Sibusiswe Makhanya in America

Sibusisiwe Violet Makhanya when she was in America

After three years in America, she returned to Mbumbulu in February 1930. At Mbumbulu there was a mixture of people. Some were Christians and some were not, but it didn’t worry anybody.

Sibusisiwe’s parents were Christian, but they still kept many of the old Zulu traditions. When she returned to Mbumbulu, she started the Bantu Youth League. Some of the things she tried to do were to try to get youth leaders to work together, and to get people of different races to come together and understand each other.

At Mbumbulu she also started a social centre and school. Her father and some herdboys helped her build a small wattle and mud schoolroom with a thatched roof. Her mother helped her plant a vegetable garden with extra vegetables for food for the herdboys when they came for their lessons. Sibusisiwe also used the garden to show people how to grow vegetables. They built another little house to be the meeting place for the Bantu Youth League. It was also used for a Sunday School and a meeting place for inter-racial groups.

So Sibusisiwe started a night school for herdboys, a winter school for girls and women and a Sunday school. She also organised a very big meeting every year for community leaders.

Sometimes people wrote about Sibusisiwe’s Community Centre in the newspapers. One person told how the herdboys came for their classes after herding cattle all day. The classes lasted for two hours every night during the week. “From 5pm onwards young herdboys may be found playing football on the field in front of her house, and at 8.30pm, when lessons are over, they line up in the lamplight to receive their supper on the back stoep of the Centre.” One of the teachers at the night school for herdboys told a newspaper, “They did their school work crowded round the only three old pressure lamps in the school.
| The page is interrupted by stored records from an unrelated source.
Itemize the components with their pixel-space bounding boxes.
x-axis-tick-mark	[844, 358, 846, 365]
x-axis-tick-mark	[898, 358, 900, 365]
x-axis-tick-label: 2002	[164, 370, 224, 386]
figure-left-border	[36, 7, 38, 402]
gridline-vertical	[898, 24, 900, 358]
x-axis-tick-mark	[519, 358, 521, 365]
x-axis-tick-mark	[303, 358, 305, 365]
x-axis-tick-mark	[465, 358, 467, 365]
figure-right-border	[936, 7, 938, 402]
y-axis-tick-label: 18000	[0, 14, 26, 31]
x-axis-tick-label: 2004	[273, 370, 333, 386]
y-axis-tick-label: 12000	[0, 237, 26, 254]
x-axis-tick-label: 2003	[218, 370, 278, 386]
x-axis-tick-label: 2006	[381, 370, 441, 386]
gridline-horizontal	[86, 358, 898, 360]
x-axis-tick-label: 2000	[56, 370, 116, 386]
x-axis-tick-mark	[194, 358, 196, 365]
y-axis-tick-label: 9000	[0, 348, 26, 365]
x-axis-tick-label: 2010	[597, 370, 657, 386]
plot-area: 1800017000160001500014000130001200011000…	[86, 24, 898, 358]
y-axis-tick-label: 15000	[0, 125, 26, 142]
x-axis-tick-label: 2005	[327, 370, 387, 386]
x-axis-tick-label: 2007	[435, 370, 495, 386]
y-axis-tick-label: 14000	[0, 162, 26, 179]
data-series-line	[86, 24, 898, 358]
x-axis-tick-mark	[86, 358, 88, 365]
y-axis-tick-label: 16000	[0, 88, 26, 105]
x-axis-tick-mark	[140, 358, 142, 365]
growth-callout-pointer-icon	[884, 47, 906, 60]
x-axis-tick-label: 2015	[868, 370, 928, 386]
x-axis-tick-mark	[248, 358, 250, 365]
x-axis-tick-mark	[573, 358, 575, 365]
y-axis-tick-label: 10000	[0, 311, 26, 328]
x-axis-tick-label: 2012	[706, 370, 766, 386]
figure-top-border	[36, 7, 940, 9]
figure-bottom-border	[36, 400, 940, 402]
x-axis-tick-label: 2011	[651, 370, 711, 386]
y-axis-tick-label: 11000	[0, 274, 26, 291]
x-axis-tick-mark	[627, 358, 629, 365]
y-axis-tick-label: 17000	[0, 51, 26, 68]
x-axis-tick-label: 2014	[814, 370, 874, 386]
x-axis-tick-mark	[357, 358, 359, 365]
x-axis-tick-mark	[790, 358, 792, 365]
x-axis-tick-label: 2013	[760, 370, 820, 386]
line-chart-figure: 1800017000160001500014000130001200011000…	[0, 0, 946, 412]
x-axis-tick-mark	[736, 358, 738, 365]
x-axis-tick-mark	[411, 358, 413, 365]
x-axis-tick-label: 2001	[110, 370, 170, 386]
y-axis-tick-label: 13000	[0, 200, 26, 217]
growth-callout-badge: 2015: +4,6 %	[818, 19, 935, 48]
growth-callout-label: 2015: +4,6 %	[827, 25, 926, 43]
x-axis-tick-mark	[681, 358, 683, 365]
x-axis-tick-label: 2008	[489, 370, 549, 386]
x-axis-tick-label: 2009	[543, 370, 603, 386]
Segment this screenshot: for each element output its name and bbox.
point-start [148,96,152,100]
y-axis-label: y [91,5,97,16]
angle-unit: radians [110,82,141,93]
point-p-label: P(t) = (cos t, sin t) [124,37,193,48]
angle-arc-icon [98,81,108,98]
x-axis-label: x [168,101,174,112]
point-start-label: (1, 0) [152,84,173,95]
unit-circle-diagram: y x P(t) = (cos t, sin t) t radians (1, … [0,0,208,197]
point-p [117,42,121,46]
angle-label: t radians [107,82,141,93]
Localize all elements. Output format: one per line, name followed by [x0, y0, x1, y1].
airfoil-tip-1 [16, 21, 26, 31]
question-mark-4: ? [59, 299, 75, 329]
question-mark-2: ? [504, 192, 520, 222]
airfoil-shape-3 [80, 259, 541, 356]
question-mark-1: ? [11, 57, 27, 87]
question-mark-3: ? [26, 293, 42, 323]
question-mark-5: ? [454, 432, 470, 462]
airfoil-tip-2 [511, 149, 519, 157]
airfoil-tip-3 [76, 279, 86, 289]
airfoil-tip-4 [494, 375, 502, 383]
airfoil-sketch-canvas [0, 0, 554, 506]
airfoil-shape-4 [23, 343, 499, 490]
They were put to sleep in a set of huts, because it was too far for them to walk home, and there were no buses or other means of transport.

Community Centre at Mbumbulu

The Community Centre at Mbumbulu

They returned to work the next morning at five o’clock.” Later, Sibusisiwe also organised adult education classes, and ran a small library and clinic at Mbumbulu.

When the Community Centre needed a schoolhouse, Sibusisiwe asked friends for gifts of cement. She set aside a certain day and called it Cement Sunday. On that day, gifts for the schoolhouse fund were collected.

Sibusisiwe's house at Mbumbulu

Sibusisiwe’s house at Mbumbulu

In 1953, a woman called Lucy Johnston left the Community Centre a lot of money when she died – about 5000 pounds. This made it possible to build the classrooms and a large hall.

Sibusisiwe also started brewing and selling utshwala at Mbumbulu when she returned from America. Her bhuti, H.M.S. Makhanya, spoke about how she didn’t see anything wrong with beerbrewing. “When she came back, drinking was nothing, and she sold beer herself. She started a beerhall here, not far away from her place … churches overseas don’t ban alcoholic drinks.” Sibusisiwe decided not to marry. H.M.S. Makhanya said she didn’t get married because she was so outspoken, and this made the young men frightened of her.

Sibusiswe“I know why she didn’t got married,” he said. “You know amongst our people a woman has got to be very nice and humble. She wasn’t. She was so outspoken. She would come here and talk to men and women as she would to her friends, and the young men regarded her with fear. They would say, ‘I can’t live with such a woman — she’s a boss to me.’ “ Her friend Bertha Mkhize said she didn’t get married because “she was always busy. She was always thinking of what to do, and helping the people to lead a better life”.

Sibusisiwe died in 1971. Before she died she said, “More cultural and social centres are required. Living apart often creates jealousy, suspicion and lethargy. By coming together the people would learn to work as teams to better their conditions.”